Science and Faith

If you read the debates on the nature of space and motion between Leibniz and Newton's student Clarke, you'll find that much of it is explicitly theology. To talk about the world in theological terms may sound like an absurd thing, certain to lead to bad thinking; in fact, we still return to those debates today because the theology is helpful in thinking through the logical issues about the structure of reality that they and we are still debating.

Noah Berlatsky writes that this unity can be seen elsewhere:
The pop culture account of science is, as Lipking, a Northwestern University emeritus professor of English, notes, one of continuous advancement and ever-clearer sight—or, alternately, one of ever-encroaching spiritual death, as cold technology alienates us from our true selves. But both narratives of progress and those of apocalypse erase the extent to which the scientific revolution was fired by religious fervor. Galileo, forced to recant his heliocentrism by the Church, nobly refused “to be swayed by myths or orthodoxies,” and boldly declared, “Nevertheless it moves.” Except, there’s no record that he said that; the rejection of myths and orthodoxies is itself a myth—one of the founding stories of modernity’s science code.

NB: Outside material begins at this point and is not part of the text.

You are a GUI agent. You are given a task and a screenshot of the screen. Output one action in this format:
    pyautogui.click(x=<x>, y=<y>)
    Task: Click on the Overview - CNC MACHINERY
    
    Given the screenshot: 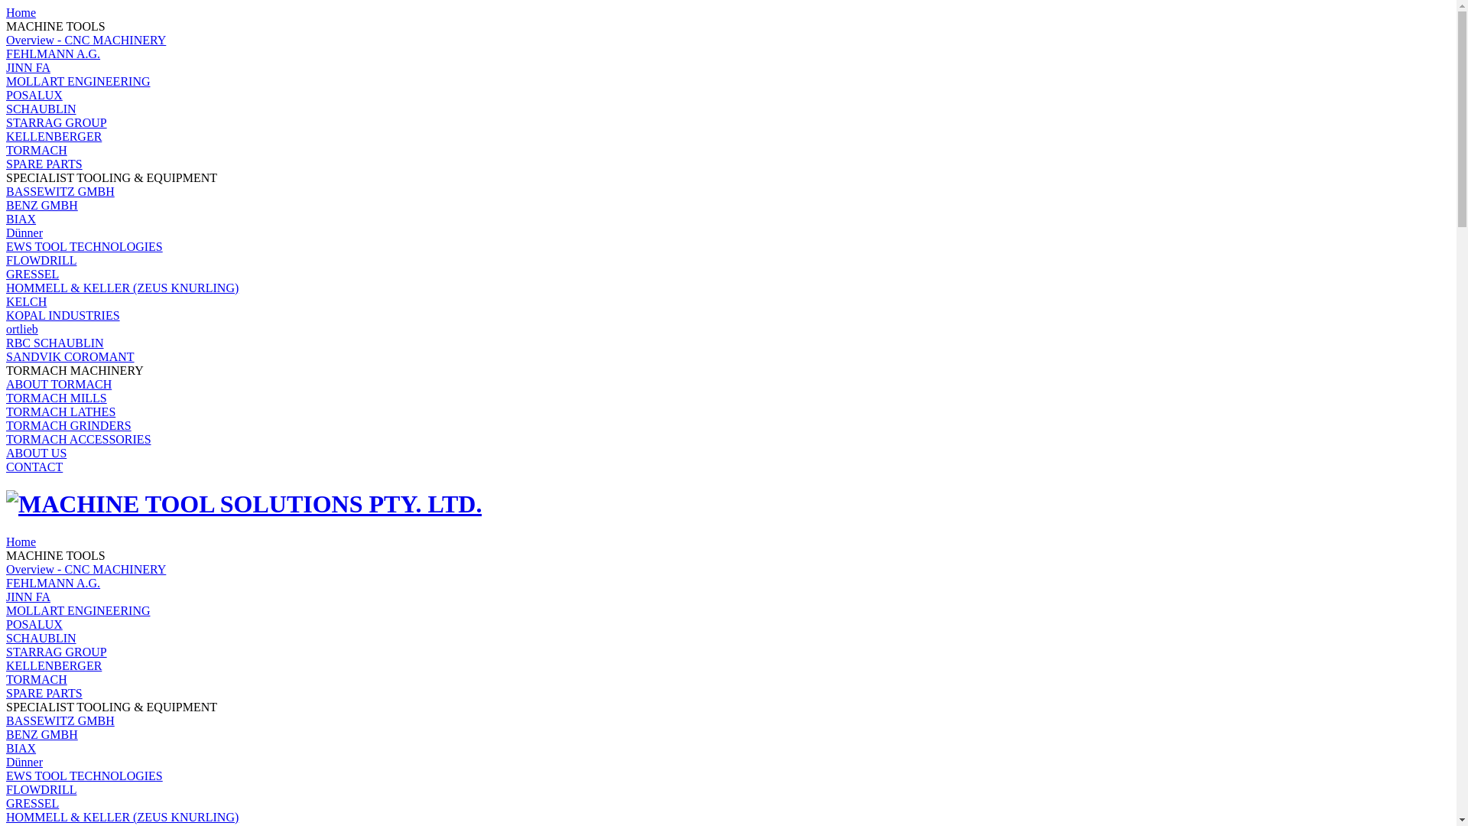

Along the same lines, Descartes’ famous mental experiment, in which he stripped the world down to what can be rationally known, was, it turns out, inspired by a series of vivid dreams, in which, Descartes believed, God had called him to a great work. Kepler introduced his epochal Third Law explaining planetary motion by declaring, “It is my pleasure to yield to inspired frenzy, it is my pleasure to taunt mortal men with the candid acknowledgement that I am stealing the golden vessels of the Egyptians to build a tabernacle to my God.”

4 comments:

Gringo said...

While I am still a former atheist turned agnostic, my readings in the history of science gave me a much more positive view of the effect of religion on the Scientific Revolution. Perhaps the biggest effect was the belief that God had ordered the world, resulting investigations of our world, looking for confirmation of this order. Contrast this with Medieval Islam, which maintained that God was beyond all rules. Copernicus was a church canon and the nephew of a Bishop. And so forth. Up to the 19th Century, we see that Faraday came from a highly religious background.

Grim said...

Contrast this with Medieval Islam, which maintained that God was beyond all rules.

In high Medieval Islam, until the lifetime of Averroes, that's only half right: God was certainly beyond all rules, but there were some things you could say about him (Avicenna goes on about this at length in chapter eight of book thirteen of The Healing, where he lays out his metaphysics).

More importantly, though, while there's a sense in which 'rules' don't apply to God, all the rules of the world depend upon him. So you're still looking to the divine as the provider of the laws you find at work in the world.

Two things really combined to end that approach to science in Islam. The first was the rise of Sufism, which was not rationally philosophical in that era, but was about abandoning rationality in pursuit of a direct and emotional experience of God. The second was military conquests that destroyed Islam's best schools and captured its best libraries -- the Mongols in the East, and the Spanish in the West.

Eric Blair said...

That's an interesting thought about the destruction of centers of learning, but I'm not sure I buy it, especially in the case of Spain.

There is a tendency toward stasis in Islam--"Everything you need to know is in the book", that was not so ingrained in the West due to the heritage of the Classical world which was always remembered however faintly. Islam never had that.

Grim said...

It's a standard reading, which I can't claim as my own pure invention. But it is controversial, though the controversy is mostly about the power of the Sufi movement's influence.

Averroes didn't think that 'everything you need to know is in this book'; he was an Islamic law judge, and an advocate of ijtihad, which is to say, the creation of new precedents to solve new problems. He advocated altering the law to allow women a parallel to divorce (somewhat like those who want a parallel "gay marriage" to marriage, women couldn't "divorce" divorce because the law said so; but they could be granted an exactly similar set of rights with a different name). He read Plato's Republic, and adopted the position that women should have roughly equal rights and enjoy military service -- the fact that shariah treats them as spoils of war rather than warriors notwithstanding.

But all that stopped about the time of his death, which was also about the time that his schools and libraries fell to the Spanish kings. We got a lot out of the translations we made from those libraries, but Islam seems to me to have lost a lot.